Cultivating Flora

Tips For Maintaining Greenhouses In Louisiana Humidity

Greenhouse production in Louisiana presents a unique set of challenges and opportunities. The Gulf Coast climate brings high ambient humidity, warm temperatures, frequent thunderstorms, and a long growing season. These conditions can accelerate plant growth but also promote fungal disease, reduce transpiration efficiency, and complicate climate control. This article offers practical, field-tested strategies for managing humidity, maintaining plant health, and running a resilient greenhouse in Louisiana.

Understand the Louisiana humidity problem

Louisiana’s average relative humidity (RH) is often 70 percent or higher, especially in summer and during the night.

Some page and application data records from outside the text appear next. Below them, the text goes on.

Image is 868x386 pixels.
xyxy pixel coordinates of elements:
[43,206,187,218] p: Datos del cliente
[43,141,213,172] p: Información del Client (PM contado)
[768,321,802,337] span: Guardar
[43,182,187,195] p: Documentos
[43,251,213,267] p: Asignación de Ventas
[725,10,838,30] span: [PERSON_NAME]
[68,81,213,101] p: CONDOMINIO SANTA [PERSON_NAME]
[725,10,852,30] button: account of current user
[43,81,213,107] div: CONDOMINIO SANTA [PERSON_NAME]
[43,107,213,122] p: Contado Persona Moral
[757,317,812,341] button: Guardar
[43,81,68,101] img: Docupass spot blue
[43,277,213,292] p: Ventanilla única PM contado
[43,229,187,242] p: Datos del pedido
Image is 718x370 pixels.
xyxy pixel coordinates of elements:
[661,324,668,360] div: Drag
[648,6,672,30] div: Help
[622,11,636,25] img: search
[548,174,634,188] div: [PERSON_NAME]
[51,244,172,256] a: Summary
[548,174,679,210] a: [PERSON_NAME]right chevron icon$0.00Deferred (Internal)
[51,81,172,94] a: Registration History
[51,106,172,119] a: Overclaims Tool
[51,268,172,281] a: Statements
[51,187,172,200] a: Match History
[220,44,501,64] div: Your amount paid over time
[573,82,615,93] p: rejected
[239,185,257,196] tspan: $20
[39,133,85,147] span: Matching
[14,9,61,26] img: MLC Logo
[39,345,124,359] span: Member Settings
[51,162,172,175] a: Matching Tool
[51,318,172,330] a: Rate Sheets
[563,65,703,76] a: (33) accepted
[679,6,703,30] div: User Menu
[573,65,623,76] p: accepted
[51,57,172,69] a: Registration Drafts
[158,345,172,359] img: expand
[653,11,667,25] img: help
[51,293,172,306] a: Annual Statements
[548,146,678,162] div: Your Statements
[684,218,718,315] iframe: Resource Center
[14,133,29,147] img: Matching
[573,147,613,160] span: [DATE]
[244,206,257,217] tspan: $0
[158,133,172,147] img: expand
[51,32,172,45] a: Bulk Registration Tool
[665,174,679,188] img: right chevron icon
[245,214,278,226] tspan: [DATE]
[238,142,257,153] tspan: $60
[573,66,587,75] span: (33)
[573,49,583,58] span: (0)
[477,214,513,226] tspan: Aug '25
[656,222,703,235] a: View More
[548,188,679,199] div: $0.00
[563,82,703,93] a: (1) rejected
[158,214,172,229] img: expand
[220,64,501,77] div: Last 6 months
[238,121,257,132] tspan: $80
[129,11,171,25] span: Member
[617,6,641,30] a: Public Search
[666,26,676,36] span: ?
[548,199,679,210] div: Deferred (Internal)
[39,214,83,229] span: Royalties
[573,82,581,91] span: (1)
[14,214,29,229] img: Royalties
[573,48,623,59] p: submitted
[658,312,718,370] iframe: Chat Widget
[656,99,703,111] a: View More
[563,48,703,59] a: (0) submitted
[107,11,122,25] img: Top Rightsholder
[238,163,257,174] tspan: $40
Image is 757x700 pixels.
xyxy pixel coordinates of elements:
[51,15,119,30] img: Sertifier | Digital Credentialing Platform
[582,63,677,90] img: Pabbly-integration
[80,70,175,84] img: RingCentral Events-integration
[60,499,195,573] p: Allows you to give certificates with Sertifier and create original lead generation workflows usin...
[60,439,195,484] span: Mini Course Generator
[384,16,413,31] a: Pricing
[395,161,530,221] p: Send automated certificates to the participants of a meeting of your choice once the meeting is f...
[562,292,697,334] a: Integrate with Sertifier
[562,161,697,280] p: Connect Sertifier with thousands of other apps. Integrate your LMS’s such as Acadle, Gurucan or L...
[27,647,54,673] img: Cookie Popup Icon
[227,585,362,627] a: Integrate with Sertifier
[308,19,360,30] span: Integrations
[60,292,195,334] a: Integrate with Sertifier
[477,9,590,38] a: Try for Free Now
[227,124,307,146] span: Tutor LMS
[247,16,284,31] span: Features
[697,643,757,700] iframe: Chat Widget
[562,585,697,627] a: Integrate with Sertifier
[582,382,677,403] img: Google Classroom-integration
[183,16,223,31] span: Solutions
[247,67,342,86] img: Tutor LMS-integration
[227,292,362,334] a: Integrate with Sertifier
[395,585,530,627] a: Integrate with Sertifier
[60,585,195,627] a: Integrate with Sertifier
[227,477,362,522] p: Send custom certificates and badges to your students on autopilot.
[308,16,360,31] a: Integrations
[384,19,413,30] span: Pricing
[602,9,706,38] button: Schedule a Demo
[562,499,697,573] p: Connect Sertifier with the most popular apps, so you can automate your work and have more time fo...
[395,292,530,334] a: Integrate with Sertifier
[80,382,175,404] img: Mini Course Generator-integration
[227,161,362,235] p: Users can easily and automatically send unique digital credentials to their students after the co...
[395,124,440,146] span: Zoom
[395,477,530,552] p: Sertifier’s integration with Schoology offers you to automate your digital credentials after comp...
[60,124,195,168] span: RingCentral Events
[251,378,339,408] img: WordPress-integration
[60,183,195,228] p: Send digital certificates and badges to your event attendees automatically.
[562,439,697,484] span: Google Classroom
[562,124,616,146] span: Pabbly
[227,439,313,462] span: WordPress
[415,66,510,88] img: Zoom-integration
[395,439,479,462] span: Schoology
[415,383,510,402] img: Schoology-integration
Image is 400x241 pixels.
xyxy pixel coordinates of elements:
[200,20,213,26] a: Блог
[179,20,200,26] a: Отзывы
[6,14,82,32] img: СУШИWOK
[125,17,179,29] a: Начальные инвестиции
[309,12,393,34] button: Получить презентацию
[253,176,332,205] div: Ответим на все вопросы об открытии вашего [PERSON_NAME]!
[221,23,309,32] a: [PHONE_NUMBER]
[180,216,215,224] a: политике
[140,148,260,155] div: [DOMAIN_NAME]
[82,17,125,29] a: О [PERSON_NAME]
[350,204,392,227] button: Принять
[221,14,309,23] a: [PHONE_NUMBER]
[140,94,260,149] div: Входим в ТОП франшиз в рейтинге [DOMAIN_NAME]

High RH reduces the vapor pressure deficit (VPD), which slows plant transpiration and can lead to nutrient uptake issues, slower growth, and increased susceptibility to diseases like botrytis, downy and powdery mildews, and bacterial leaf spots.
Key consequences of unchecked humidity:

Understanding these effects helps prioritize interventions: move humidity out of the canopy, promote air exchange, shorten leaf wetness periods, and maintain target microclimates for your crop mix.

Define ideal setpoints: RH, temperature, and VPD

Rather than using RH alone, growers should manage VPD (vapor pressure deficit), which combines temperature and RH and better reflects plant stress and transpiration.
General setpoint guidance for many greenhouse crops:

These are starting points. Adjust for species: orchids and some tropical ornamentals tolerate or prefer higher RH, while tomatoes, peppers, and many herbs perform better with lower RH and higher VPD.

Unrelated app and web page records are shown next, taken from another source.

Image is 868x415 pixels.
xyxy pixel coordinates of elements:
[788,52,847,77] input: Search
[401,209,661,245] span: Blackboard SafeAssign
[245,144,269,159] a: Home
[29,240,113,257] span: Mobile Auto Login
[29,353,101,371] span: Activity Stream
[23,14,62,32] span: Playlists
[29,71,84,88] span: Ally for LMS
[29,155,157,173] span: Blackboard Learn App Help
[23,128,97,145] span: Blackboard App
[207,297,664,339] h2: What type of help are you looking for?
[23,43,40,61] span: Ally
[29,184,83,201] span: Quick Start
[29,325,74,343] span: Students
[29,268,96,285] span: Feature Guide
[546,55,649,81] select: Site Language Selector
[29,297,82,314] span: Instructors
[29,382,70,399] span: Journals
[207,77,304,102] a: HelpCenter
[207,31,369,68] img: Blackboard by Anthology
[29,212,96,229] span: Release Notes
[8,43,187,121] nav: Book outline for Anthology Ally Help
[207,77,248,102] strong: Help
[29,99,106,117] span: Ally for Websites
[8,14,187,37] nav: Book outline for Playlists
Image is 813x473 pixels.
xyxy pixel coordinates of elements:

Design and siting strategies to reduce humidity problems

A well-designed greenhouse reduces the need for energy-intensive dehumidification.

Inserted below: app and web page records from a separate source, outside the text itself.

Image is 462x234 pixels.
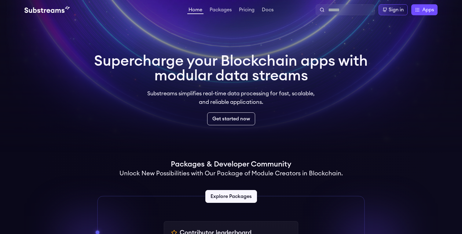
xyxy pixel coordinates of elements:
[24,6,70,13] img: Substream's logo
[378,4,407,15] a: Sign in
[205,190,257,203] a: Explore Packages
[261,7,275,13] a: Docs
[143,89,319,106] p: Substreams simplifies real-time data processing for fast, scalable, and reliable applications.
[171,159,291,169] h1: Packages & Developer Community
[187,7,203,14] a: Home
[119,169,343,178] h2: Unlock New Possibilities with Our Package of Module Creators in Blockchain.
[207,112,255,125] a: Get started now
[238,7,256,13] a: Pricing
[422,6,434,13] span: Apps
[94,54,368,83] h1: Supercharge your Blockchain apps with modular data streams
[389,6,403,13] div: Sign in
[208,7,233,13] a: Packages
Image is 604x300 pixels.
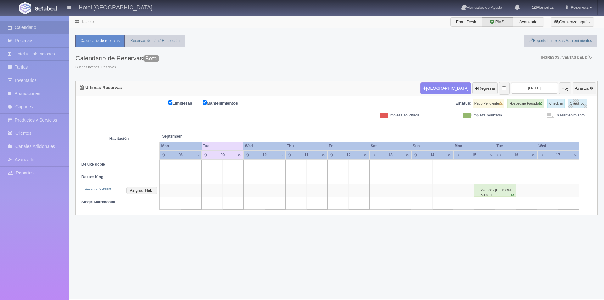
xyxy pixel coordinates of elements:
[143,55,159,62] span: Beta
[216,152,229,158] div: 09
[160,142,202,150] th: Mon
[342,152,355,158] div: 12
[342,113,424,118] div: Limpieza solicitada
[82,200,115,204] b: Single Matrimonial
[76,35,125,47] a: Calendario de reservas
[510,152,523,158] div: 16
[203,99,247,106] label: Mantenimientos
[168,100,173,105] input: Limpiezas
[85,187,111,191] a: Reserva: 270880
[559,82,572,94] button: Hoy
[473,99,505,108] label: Pago Pendiente
[82,162,105,167] b: Deluxe doble
[538,142,580,150] th: Wed
[202,142,244,150] th: Tue
[421,82,471,94] button: [GEOGRAPHIC_DATA]
[76,65,159,70] span: Buenas noches, Reservas.
[35,6,57,11] img: Getabed
[258,152,271,158] div: 10
[168,99,202,106] label: Limpiezas
[19,2,31,14] img: Getabed
[125,35,185,47] a: Reservas del día / Recepción
[468,152,481,158] div: 15
[568,99,588,108] label: Check-out
[541,55,592,59] span: Ingresos / Ventas del día
[370,142,411,150] th: Sat
[473,82,498,94] button: Regresar
[328,142,370,150] th: Fri
[508,99,545,108] label: Hospedaje Pagado
[384,152,397,158] div: 13
[454,142,496,150] th: Mon
[424,113,507,118] div: Limpieza realizada
[244,142,286,150] th: Wed
[507,113,590,118] div: En Mantenimiento
[76,55,159,62] h3: Calendario de Reservas
[127,187,157,194] button: Asignar Hab.
[80,85,122,90] h4: Últimas Reservas
[482,17,513,27] label: PMS
[426,152,439,158] div: 14
[162,134,241,139] span: September
[513,17,545,27] label: Avanzado
[82,175,103,179] b: Deluxe King
[496,142,537,150] th: Tue
[451,17,482,27] label: Front Desk
[203,100,207,105] input: Mantenimientos
[551,17,595,27] button: ¡Comienza aquí!
[548,99,565,108] label: Check-in
[286,142,328,150] th: Thu
[174,152,187,158] div: 08
[474,184,517,197] div: 270880 / [PERSON_NAME]
[300,152,313,158] div: 11
[412,142,454,150] th: Sun
[82,20,94,24] a: Tablero
[552,152,565,158] div: 17
[456,100,472,106] label: Estatus:
[110,136,129,141] strong: Habitación
[532,5,554,10] b: Monedas
[573,82,597,94] button: Avanzar
[569,5,589,10] span: Reservas
[524,35,598,47] a: Reporte Limpiezas/Mantenimientos
[79,3,152,11] h4: Hotel [GEOGRAPHIC_DATA]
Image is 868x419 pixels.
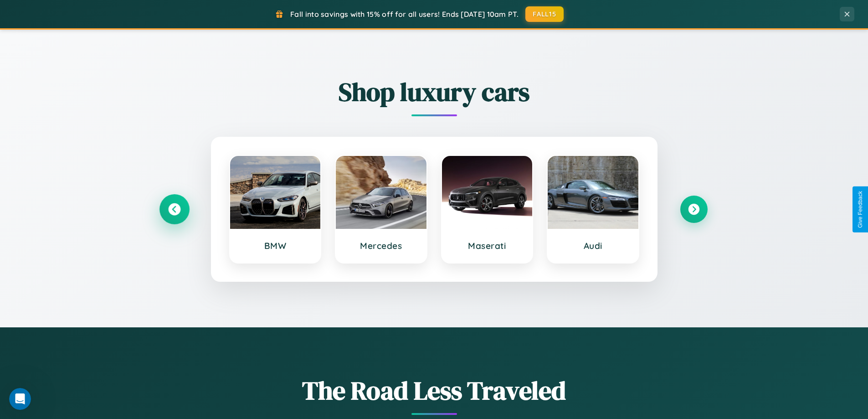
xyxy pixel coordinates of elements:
[526,7,564,22] button: FALL15
[557,241,629,251] h3: Audi
[345,241,418,251] h3: Mercedes
[857,191,863,228] div: Give Feedback
[239,241,311,251] h3: BMW
[161,373,708,408] h1: The Road Less Traveled
[161,75,708,109] h2: Shop luxury cars
[9,388,31,410] iframe: Intercom live chat
[451,241,524,251] h3: Maserati
[291,10,518,19] span: Fall into savings with 15% off for all users! Ends [DATE] 10am PT.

Ventilation: natural and forced

Ventilation is the single most cost-effective tool to reduce indoor humidity.
Natural ventilation:

Forced ventilation:

Cooling and evaporative systems

Evaporative cooling is common in greenhouse cooling but can increase humidity if not sized and controlled properly.

Dehumidification options

When ventilation and behavioral controls are insufficient, active dehumidification may be required.

Dehumidification is energy-intensive. Use it selectively for high-value propagation areas, germination rooms, or during disease outbreaks.

Watering and irrigation management

Water handling influences canopy humidity and disease risk.

Sanitation, pruning, and cultural controls

Hygiene and canopy management are critical in humid climates.

Disease and pest monitoring and response

High humidity favors many pathogens and pests. Early detection is the best defense.

Monitoring, sensors, and automation

Data-driven decisions simplify humidity management.

Maintenance schedule and checklist

A routine maintenance program prevents humidity-related failures.
Weekly:

Monthly:

Seasonally:

Practical checklist for a humid day

Conclusion: prioritize prevention over correction

In Louisiana, humidity is a persistent part of the environment. The most effective greenhouse programs blend good design, proactive ventilation, precise irrigation, hygiene, and selective mechanical dehumidification. Use VPD-targeted control rather than RH alone, automate where possible, and keep a strict sanitation and monitoring routine. With those elements in place you will reduce disease pressure, improve growth rates, and make greenhouse production in Louisiana both productive and sustainable.